Abstract

We study the link between the cross-border funding activities of global banks and the international transmission of business cycles. First, using a dataset compiled by the Federal Reserve Board, we document three stylized facts about the operations of foreign banks in the United States: (i) The net borrowing of foreign branches from their parent banks is procyclical with the U.S. economy. (ii) The lending of foreign branches to U.S. firms is procyclical, and also more volatile than the lending of the domestically chartered banks. (iii) The lending of foreign subsidiaries to small U.S. firms is procyclical and more volatile than the corresponding lending by U.S. banks, indicating the presence of an extensive margin in foreign banks' lending to U.S. firms. Second, we build a two-country, dynamic stochastic general equilibrium model to explain these cyclical fluctuations in international bank lending and study their macroeconomic implications. In the model, each economy consists of: one representative household that provides bank deposits; two types of banks, and global, where the latter collects deposits from abroad and issues loans to foreign firms in addition to its domestic operations; a continuum of monopolistically-competitive firms that are heterogeneous in labor productivity, and that choose endogenously to borrow working capital from either the local or the global bank. Our model provides a framework to analyze the economic impact of proposed Basel III liquidity regulations.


If a line in the records below contains the word "gramas", copy it out.

Top of Record set

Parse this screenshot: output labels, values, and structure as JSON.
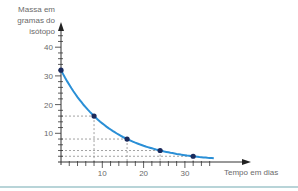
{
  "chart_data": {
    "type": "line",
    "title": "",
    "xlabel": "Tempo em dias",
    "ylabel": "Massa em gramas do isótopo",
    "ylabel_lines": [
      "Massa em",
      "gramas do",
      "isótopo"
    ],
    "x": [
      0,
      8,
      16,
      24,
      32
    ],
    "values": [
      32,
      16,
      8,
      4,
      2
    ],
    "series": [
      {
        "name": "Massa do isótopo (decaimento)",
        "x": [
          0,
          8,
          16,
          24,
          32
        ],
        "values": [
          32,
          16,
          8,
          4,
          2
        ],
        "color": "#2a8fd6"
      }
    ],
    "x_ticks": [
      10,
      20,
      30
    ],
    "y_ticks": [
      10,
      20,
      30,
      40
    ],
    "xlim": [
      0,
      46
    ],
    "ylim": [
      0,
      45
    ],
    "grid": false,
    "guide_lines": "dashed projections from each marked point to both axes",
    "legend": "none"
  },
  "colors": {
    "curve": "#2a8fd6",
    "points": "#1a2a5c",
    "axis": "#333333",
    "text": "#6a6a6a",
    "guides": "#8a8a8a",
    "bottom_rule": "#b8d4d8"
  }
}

Bottom of Record set
Top of Record set

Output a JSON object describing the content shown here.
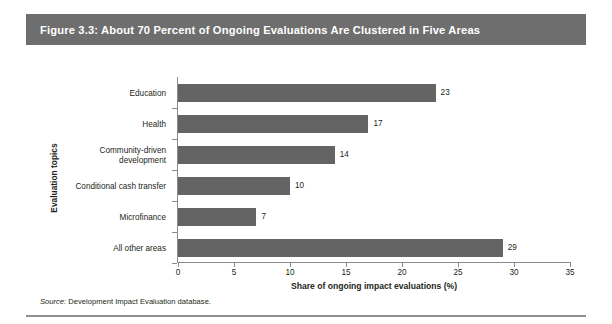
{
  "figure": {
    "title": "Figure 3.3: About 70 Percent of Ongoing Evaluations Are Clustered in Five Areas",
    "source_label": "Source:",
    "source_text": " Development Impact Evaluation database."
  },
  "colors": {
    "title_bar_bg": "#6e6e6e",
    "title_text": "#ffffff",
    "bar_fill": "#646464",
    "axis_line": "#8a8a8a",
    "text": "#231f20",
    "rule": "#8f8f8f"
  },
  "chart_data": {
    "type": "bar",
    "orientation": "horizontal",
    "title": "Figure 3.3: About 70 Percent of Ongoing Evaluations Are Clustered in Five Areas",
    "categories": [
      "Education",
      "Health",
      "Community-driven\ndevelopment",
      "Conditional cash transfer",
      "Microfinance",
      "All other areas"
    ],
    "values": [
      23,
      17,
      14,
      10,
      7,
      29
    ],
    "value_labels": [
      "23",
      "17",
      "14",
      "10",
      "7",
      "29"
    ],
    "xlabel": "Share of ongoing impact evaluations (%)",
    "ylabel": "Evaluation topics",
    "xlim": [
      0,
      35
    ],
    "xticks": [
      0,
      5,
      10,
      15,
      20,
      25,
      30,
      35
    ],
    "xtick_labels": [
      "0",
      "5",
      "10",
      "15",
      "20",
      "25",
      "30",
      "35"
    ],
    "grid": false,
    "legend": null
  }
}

Bottom of Record set

=== Expected output ===
    "ylabel": "Massa em gramas do isótopo",
      "gramas do",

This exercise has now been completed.